(What is being asked):
Word for word, print all of the entries below.

+++++

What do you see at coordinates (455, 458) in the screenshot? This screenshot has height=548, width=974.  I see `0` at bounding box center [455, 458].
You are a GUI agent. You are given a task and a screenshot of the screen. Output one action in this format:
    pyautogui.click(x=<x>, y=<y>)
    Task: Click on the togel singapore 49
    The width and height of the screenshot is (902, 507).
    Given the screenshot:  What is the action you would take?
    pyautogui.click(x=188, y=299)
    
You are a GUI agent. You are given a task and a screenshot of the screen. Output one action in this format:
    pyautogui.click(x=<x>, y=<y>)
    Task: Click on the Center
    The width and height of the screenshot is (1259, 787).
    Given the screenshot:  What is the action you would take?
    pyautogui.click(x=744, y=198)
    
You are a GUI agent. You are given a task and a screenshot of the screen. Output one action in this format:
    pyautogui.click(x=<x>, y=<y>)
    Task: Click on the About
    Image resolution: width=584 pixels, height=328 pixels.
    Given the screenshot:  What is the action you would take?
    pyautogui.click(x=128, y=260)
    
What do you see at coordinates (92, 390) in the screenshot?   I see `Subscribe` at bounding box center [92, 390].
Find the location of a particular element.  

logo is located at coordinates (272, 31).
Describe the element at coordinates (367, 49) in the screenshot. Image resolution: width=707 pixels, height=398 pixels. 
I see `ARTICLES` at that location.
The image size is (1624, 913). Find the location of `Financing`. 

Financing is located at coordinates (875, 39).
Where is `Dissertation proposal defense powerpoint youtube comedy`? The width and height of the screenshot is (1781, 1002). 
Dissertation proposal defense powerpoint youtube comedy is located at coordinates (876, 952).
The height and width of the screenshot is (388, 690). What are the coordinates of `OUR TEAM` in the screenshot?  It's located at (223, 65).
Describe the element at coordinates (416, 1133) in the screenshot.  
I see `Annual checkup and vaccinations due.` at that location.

+++++

(Response):
What do you see at coordinates (455, 458) in the screenshot? This screenshot has height=548, width=974.  I see `0` at bounding box center [455, 458].
You are a GUI agent. You are given a task and a screenshot of the screen. Output one action in this format:
    pyautogui.click(x=<x>, y=<y>)
    Task: Click on the togel singapore 49
    The width and height of the screenshot is (902, 507).
    Given the screenshot:  What is the action you would take?
    pyautogui.click(x=188, y=299)
    
You are a GUI agent. You are given a task and a screenshot of the screen. Output one action in this format:
    pyautogui.click(x=<x>, y=<y>)
    Task: Click on the Center
    The width and height of the screenshot is (1259, 787).
    Given the screenshot:  What is the action you would take?
    pyautogui.click(x=744, y=198)
    
You are a GUI agent. You are given a task and a screenshot of the screen. Output one action in this format:
    pyautogui.click(x=<x>, y=<y>)
    Task: Click on the About
    Image resolution: width=584 pixels, height=328 pixels.
    Given the screenshot:  What is the action you would take?
    pyautogui.click(x=128, y=260)
    
What do you see at coordinates (92, 390) in the screenshot?   I see `Subscribe` at bounding box center [92, 390].
Find the location of a particular element.  

logo is located at coordinates (272, 31).
Describe the element at coordinates (367, 49) in the screenshot. Image resolution: width=707 pixels, height=398 pixels. 
I see `ARTICLES` at that location.
The image size is (1624, 913). Find the location of `Financing`. 

Financing is located at coordinates (875, 39).
Where is `Dissertation proposal defense powerpoint youtube comedy`? The width and height of the screenshot is (1781, 1002). 
Dissertation proposal defense powerpoint youtube comedy is located at coordinates (876, 952).
The height and width of the screenshot is (388, 690). What are the coordinates of `OUR TEAM` in the screenshot?  It's located at (223, 65).
Describe the element at coordinates (416, 1133) in the screenshot.  
I see `Annual checkup and vaccinations due.` at that location.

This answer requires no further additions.